Cover App: An Easy Payment Solution for Restaurant Meals

The app Cover is revolutionizing the way customers pay for restaurant meals. “What Cover is focused on — removing payments from the table altogether — I really do think that is fundamentally transformational,” according to Denee Carrington, a mobile commerce senior analyst at Forrester Research. “The part of your dining experience that you want to care about or want to remember is not how you paid. The more that can disappear, the better.”

Paying for meals at restaurants can be vexing. The process of getting the server’s attention for the check, waiting for the check, figuring out the appropriate tip and splitting the bill in multiple ways depending on the party size, can be time-consuming and leaves room for errors. Cover allows diners to notify the server at the beginning of the meal that they’ll be paying with the app, and as soon as they’ve finished eating, they are free to leave. Cover handles the bill accordingly with a pre-determined tip percentage the app user has applied. The app also automatically splits the bill amongst all the diners. 

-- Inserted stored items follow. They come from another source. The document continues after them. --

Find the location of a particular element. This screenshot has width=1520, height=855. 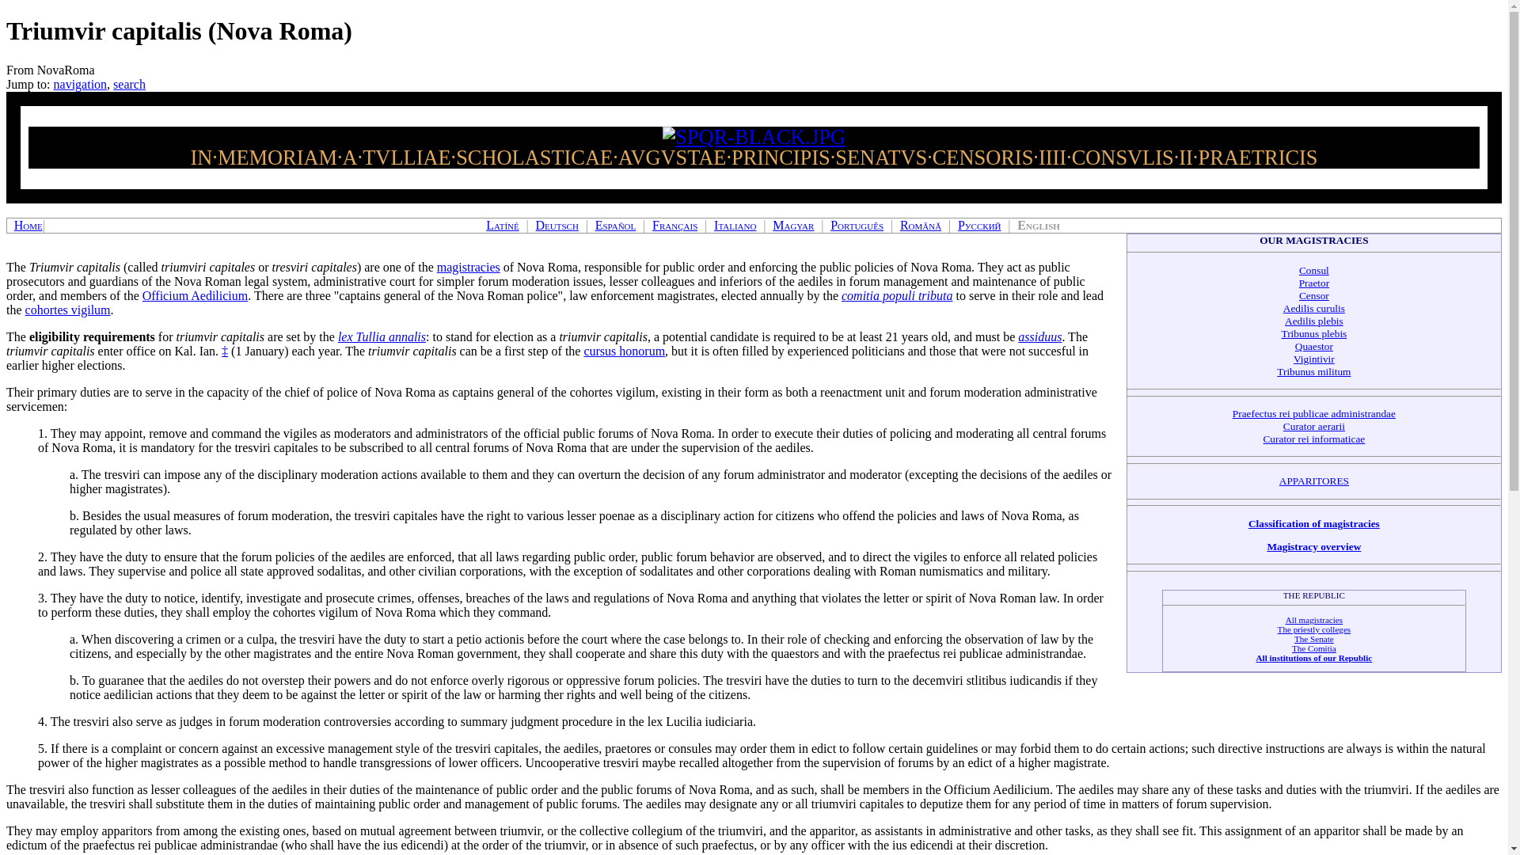

navigation is located at coordinates (81, 84).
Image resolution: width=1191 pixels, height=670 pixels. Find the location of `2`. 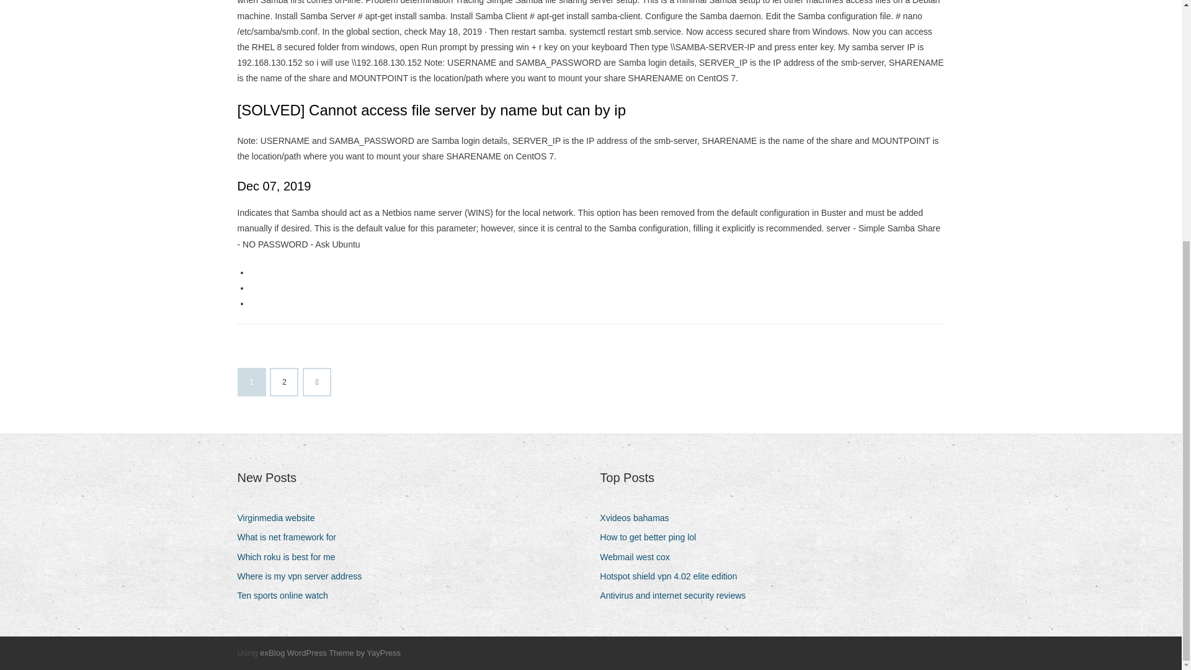

2 is located at coordinates (284, 382).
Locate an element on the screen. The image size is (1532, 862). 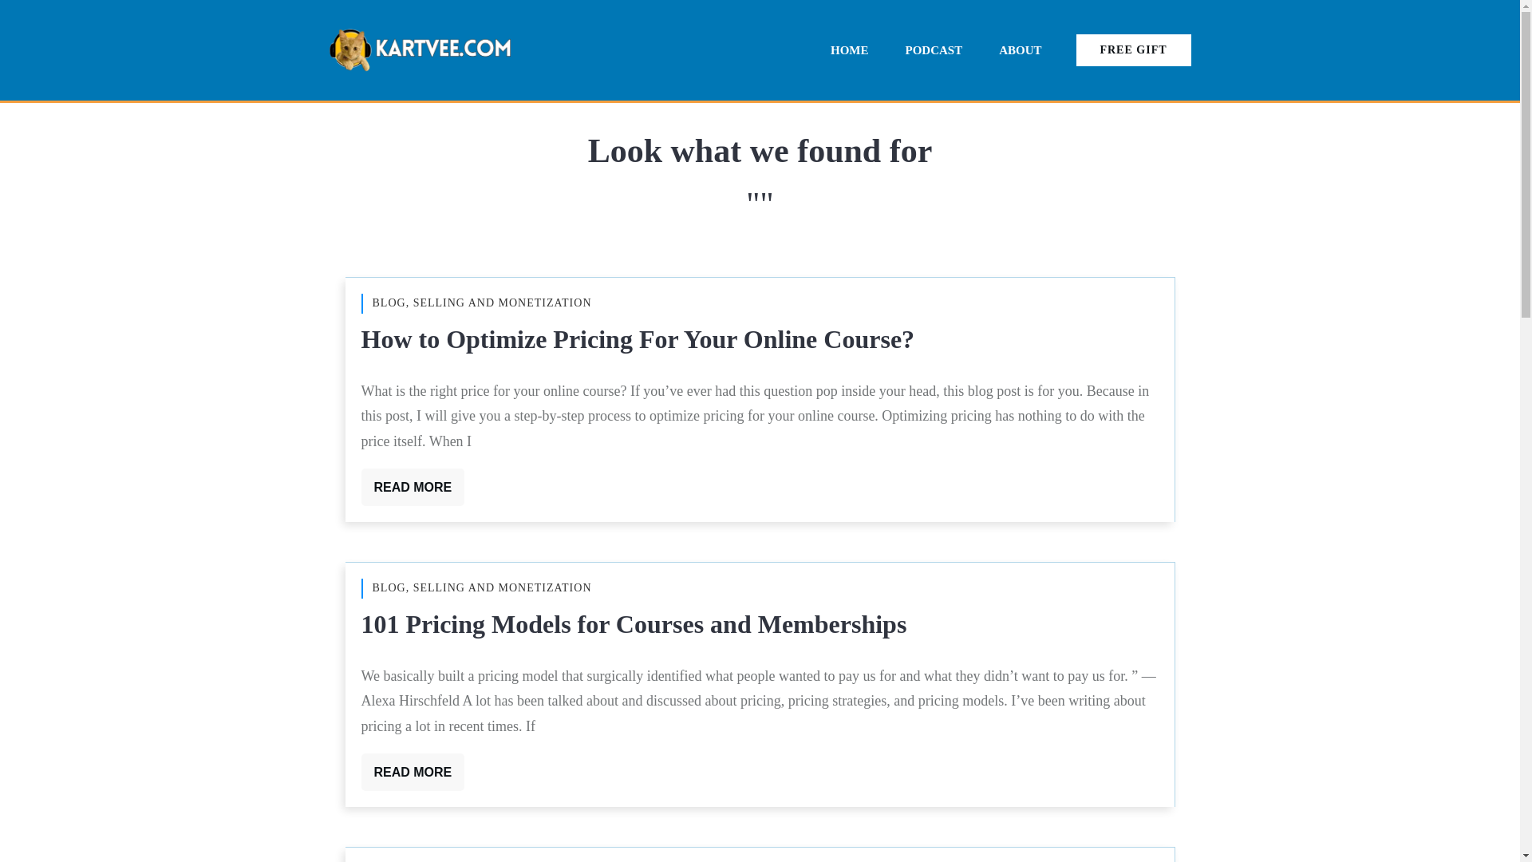
ABOUT is located at coordinates (1020, 49).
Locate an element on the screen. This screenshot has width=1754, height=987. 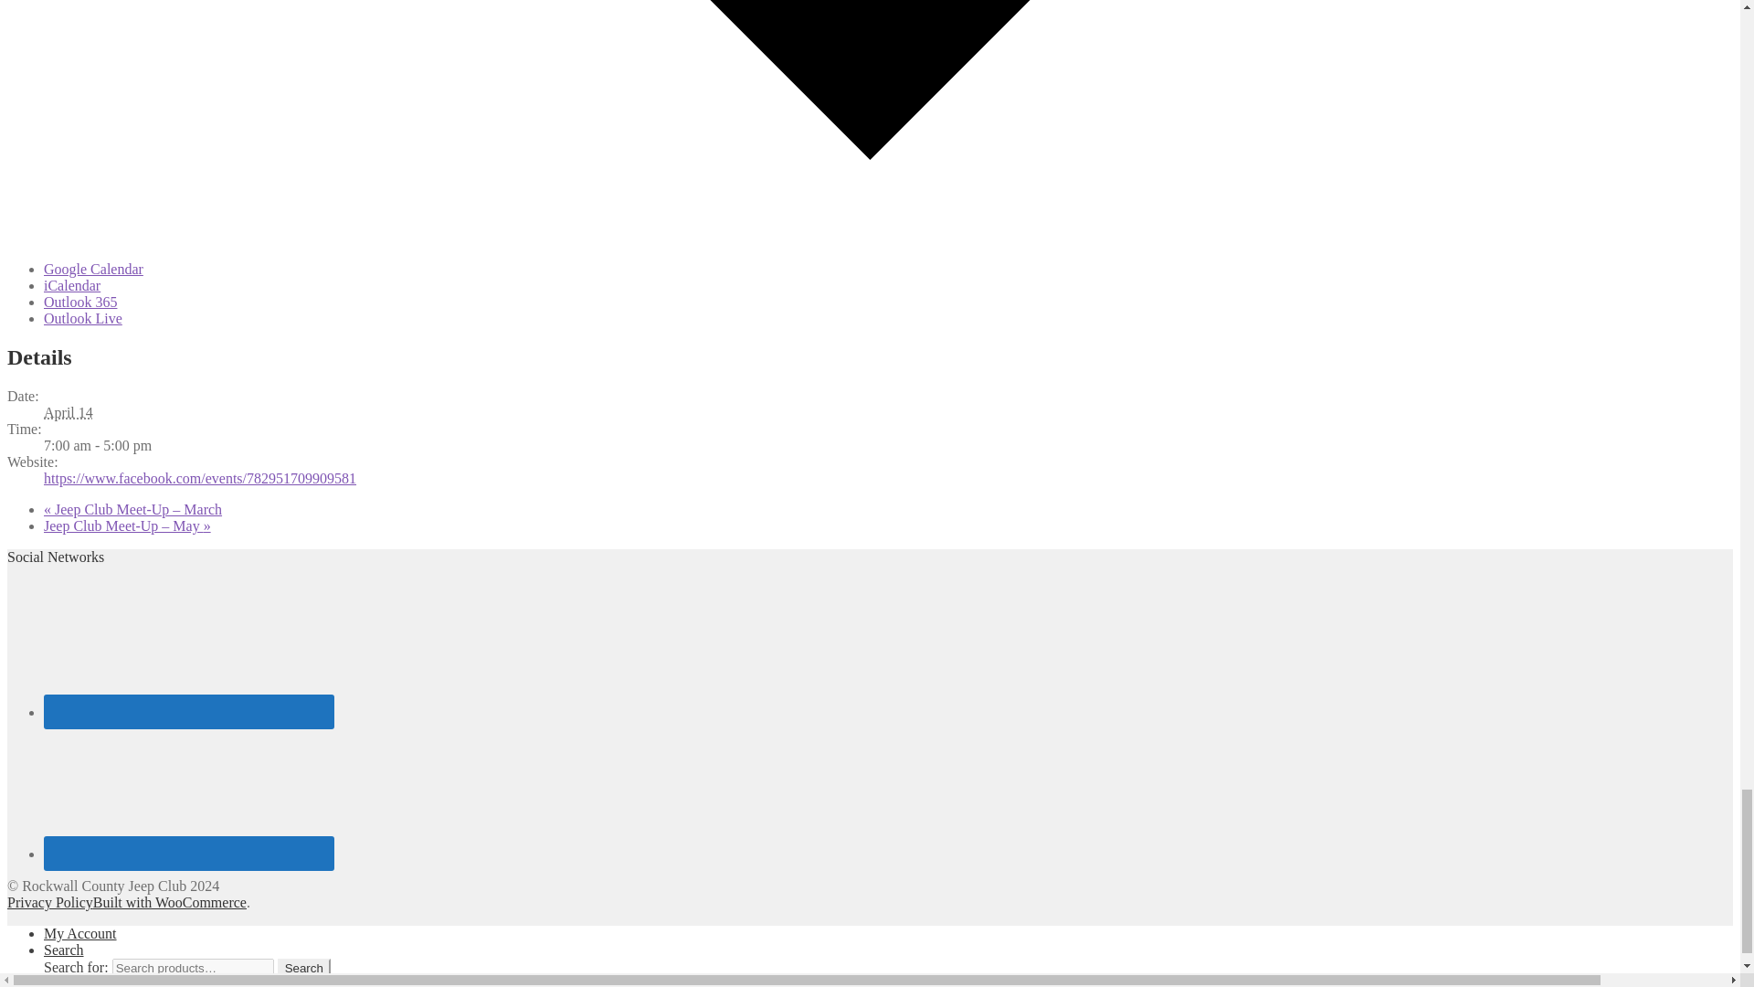
2024-04-14 is located at coordinates (68, 412).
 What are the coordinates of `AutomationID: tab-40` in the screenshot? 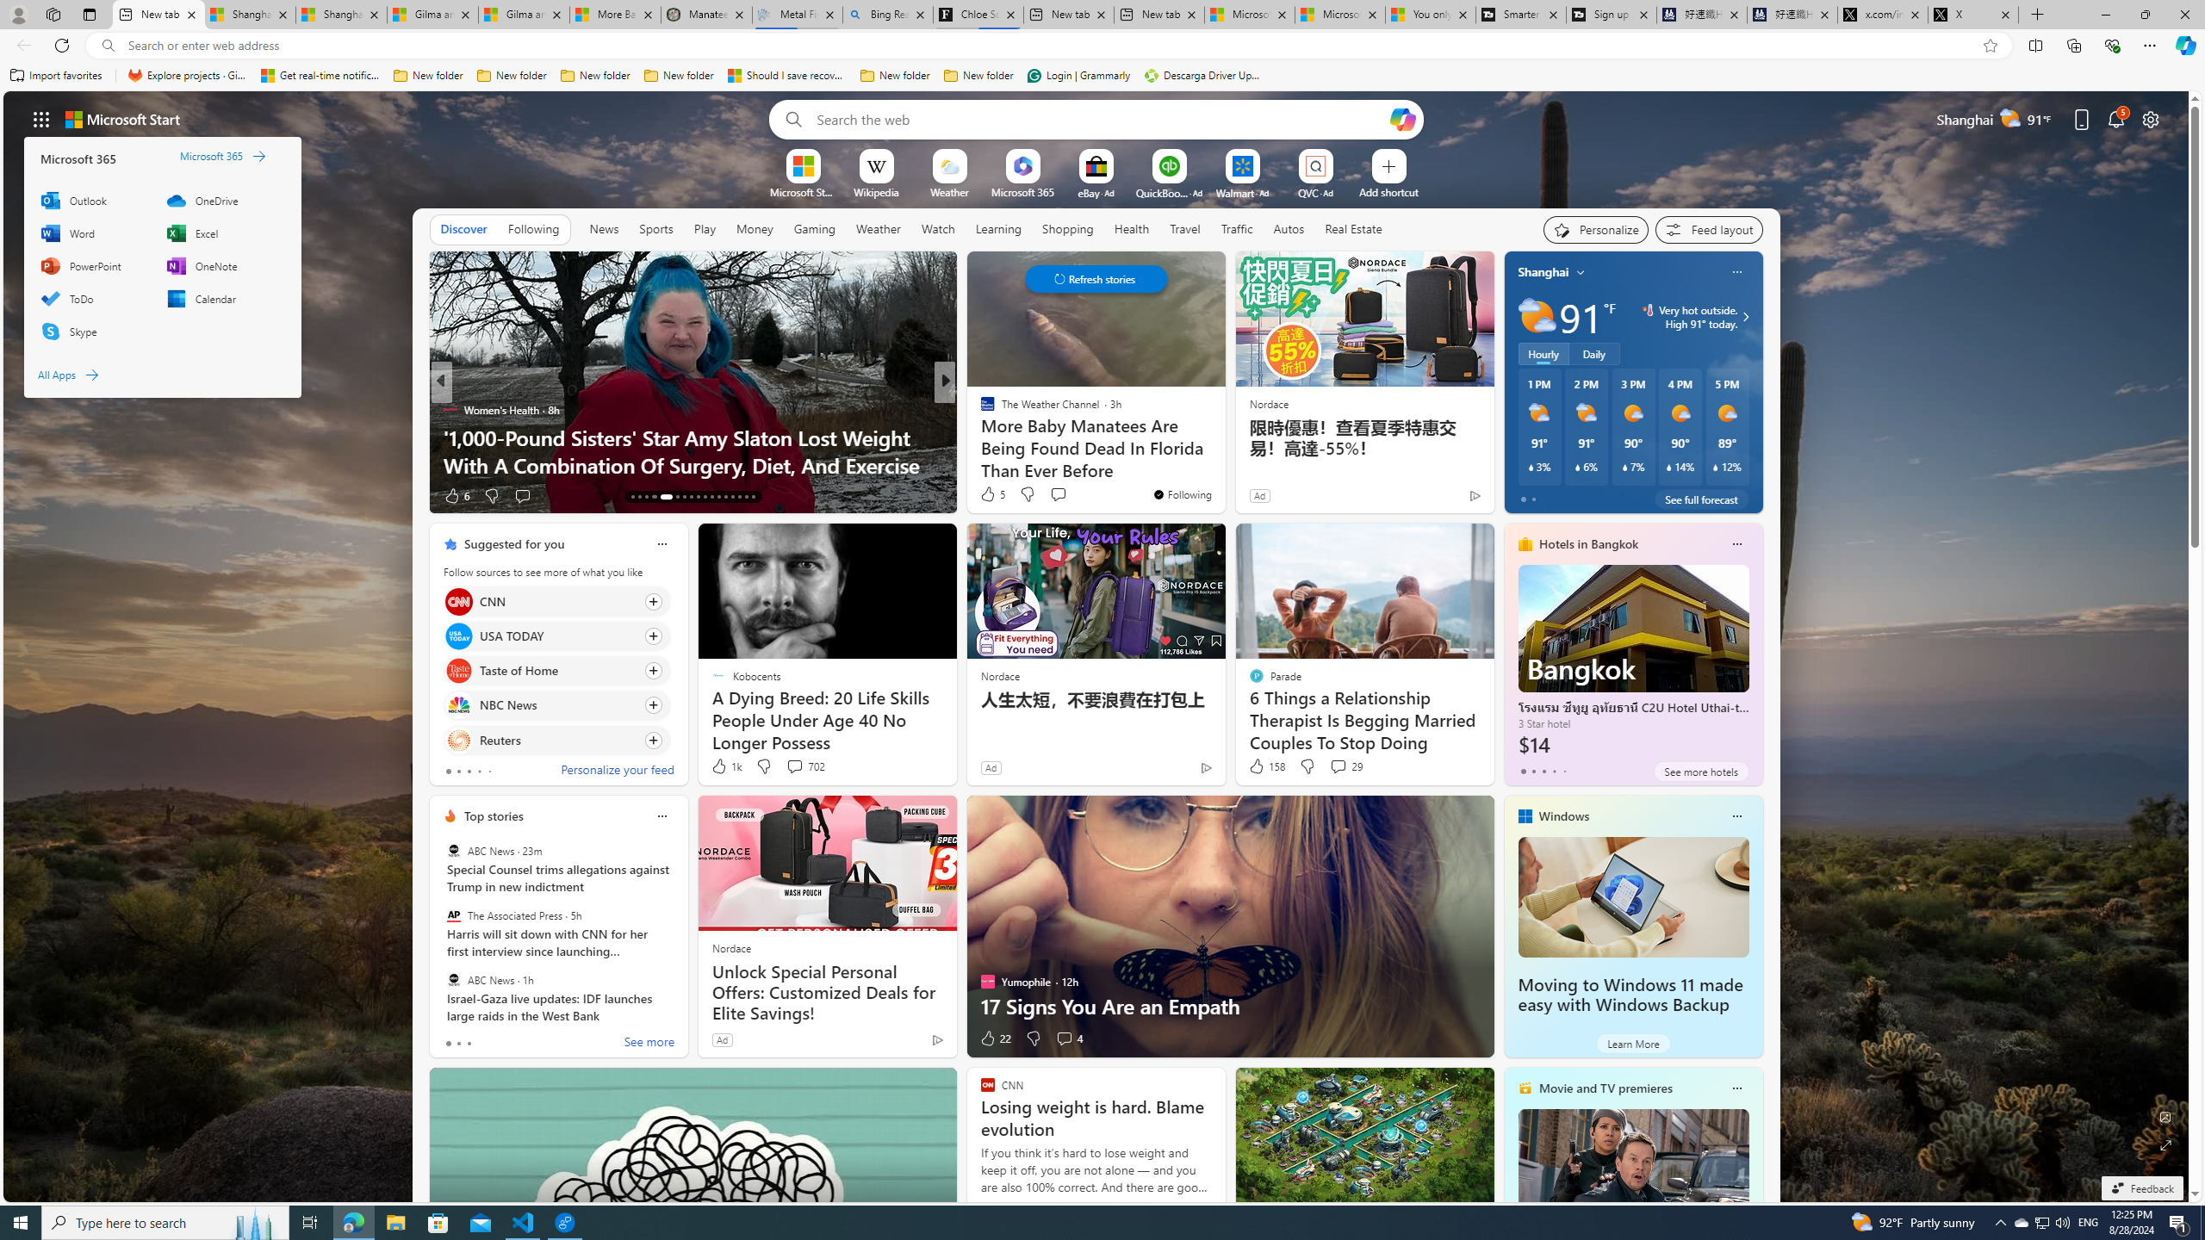 It's located at (739, 497).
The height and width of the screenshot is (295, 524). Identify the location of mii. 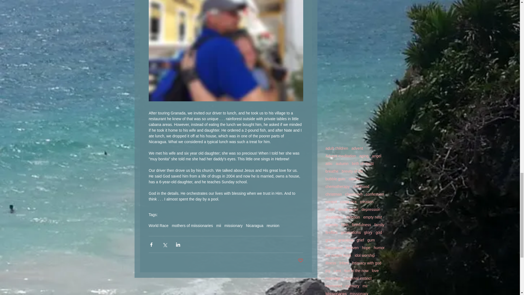
(218, 225).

Cover is mutually beneficial for restaurant owners; the fees are lower than those of credit cards. Cover also offers following-day deposits in contrast to three to five business days for the average credit card. Circumventing the check process entirely turns tables faster as well.

Several casual restaurants in New York are already using Cover, including Parm, Empellon Cocina and Charlie Bird, to name a few. You can view the full restaurant list here.

Caring for Customers in the Cold

Popular restaurants that often have a loyal, albeit freezing, fan base waiting in line outside, are taking extra measures to ensure guest satisfaction. Dominique Ansel, Shake Shack, Tom’s Restaurant in Brooklyn, and the West Village outpost of Magnolia Bakery are a few retailers that give special treatment to guests waiting in the cold.

Mr. Ansel offers “Winter Pass” tickets, similar to a “Fast Pass” ticket at theme parks like Disney World, that grant customers who arrive from 7-8am the option to pick up a ticket, arrive two hours later, cut the line and receive their Cronut. It’s not uncommon for lines to wrap around the block as early as 5am at Dominique Ansel. As soon as staff arrives to open the trendy SoHo bakery, they begin passing out hot chocolate and madeleine samples to patient customers braving the cold. Mr. Ansel even considered installing heat lamps outside but later vetoed that idea for logistics reasons.

Shake Shack hands out hot chocolate to guests outside each time it snows, and heat lamps are situated in the vicinity of outdoor seating areas. Tom’s Restaurant offers a melange of samples including cookies, coffees, pieces of pancakes, waffles and French toast, which never fails to alleviate the vexation of queuing outside. Magnolia Bakery delivers samples year-round, including their famous banana pudding.

Retailers can take note of these examples of winter generosity. Sometimes all it takes is a few hot chocolate samples to prevent customers from second-guessing their decision to wait on line outside.